Fortunately there's really not that much slavery in the UK

Having even one person in slavery here in the UK would be one person too many of course. Having anyone anywhere in slavery would be entirely terrible but we are rich enough and liberal enough that we should have none at all. Fortunately, there's a new report out that shows us that while the problem is real it's small.

United Kingdom Estimated number enslaved 4,200 – 4,600

That puts us as rank 160: no, the higher the number the better the rank and we scrape into the top 10 of the nations they've studied here.

But this of course creates a problem. For who can forget Dennis MacShane telling the House of Commons that there are 25,000 slaves just in the sex industry? Or Harperson alleging much the same thing? Julie Bindel and her friends at the Poppy Project insisting that there are vast tribes of women held as sex slaves, there only to be repeatedly raped for the benefit of others?

Well, the solution to this problem is that this report is actually defining slavery properly:

1 Recruitment, transportation, transfer, harboring or receipt of persons. 2 By means of threat or use of force or other forms of coercion, of abduction, of fraud, of deception, of the abuse of power or of a position of vulnerability or of the giving or receiving of payments or benefits to achieve the consent of a person having control over another person (these means are not required in the case of children). 3 With the intent of exploiting that person through: Prostitution of others; Sexual exploitation; Forced labour; Slavery (or similar practices); Servitude; and Removal of organs. (UN Trafficking Protocol, 2000).

Note that trafficking requires all three. For example, transportation, with their consent, of people into the sex industry does not count as trafficking nor as slavery. And odd as it may sound there are indeed people entirely willing to offer up a short term rental of their bodies for the sexual gratification of others. And, unsurprisingly, they'd rather like to do this in a high wage country like the UK than in the perhaps low wage countries of their origin. Thus they migrate for the work.

There is indeed a small problem with slavery in the modern UK. One that we should indeed be doing out best to combat. But the larger numbers bandied about are the result of either hysteria or political manipulation. As Operation Pentameter showed us there's no perceivable instances of sex slavery going on: why on earth would there be given the willingness of some to do the work anyway?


Problem description
Set the data down again, exactly as it reads, but without the pictures.

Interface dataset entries
"""

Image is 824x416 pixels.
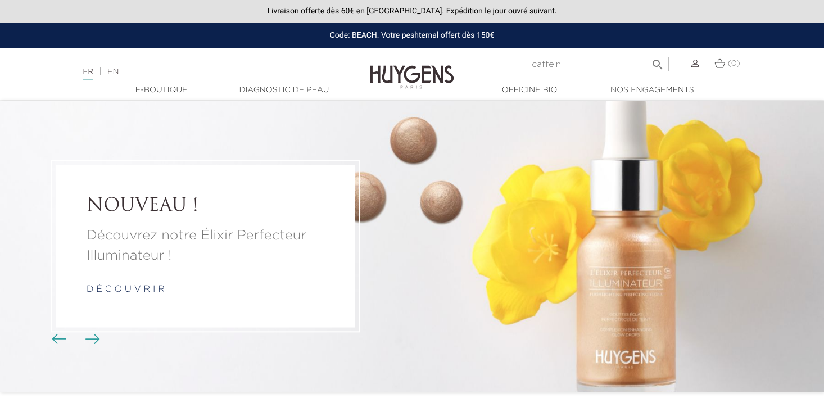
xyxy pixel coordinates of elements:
a: Nos engagements [596,84,708,96]
div: Boutons du carrousel [56,331,93,348]
img: Huygens [370,47,454,90]
a: d é c o u v r i r [87,285,165,294]
i:  [651,55,664,68]
input: Rechercher [525,57,669,71]
a: Diagnostic de peau [228,84,340,96]
div: | [77,65,335,79]
button:  [647,53,668,69]
a: EN [107,68,119,76]
span: (0) [728,60,740,67]
a: Officine Bio [473,84,586,96]
a: E-Boutique [105,84,217,96]
a: NOUVEAU ! [87,196,324,217]
a: FR [83,68,93,80]
a: Découvrez notre Élixir Perfecteur Illuminateur ! [87,226,324,266]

"""

Expected output
Image is 824x416 pixels.
xyxy pixel coordinates of elements:
a: Nos engagements [596,84,708,96]
div: Boutons du carrousel [56,331,93,348]
img: Huygens [370,47,454,90]
a: d é c o u v r i r [87,285,165,294]
i:  [651,55,664,68]
input: Rechercher [525,57,669,71]
a: Diagnostic de peau [228,84,340,96]
div: | [77,65,335,79]
button:  [647,53,668,69]
a: EN [107,68,119,76]
span: (0) [728,60,740,67]
a: Officine Bio [473,84,586,96]
a: E-Boutique [105,84,217,96]
a: NOUVEAU ! [87,196,324,217]
a: FR [83,68,93,80]
a: Découvrez notre Élixir Perfecteur Illuminateur ! [87,226,324,266]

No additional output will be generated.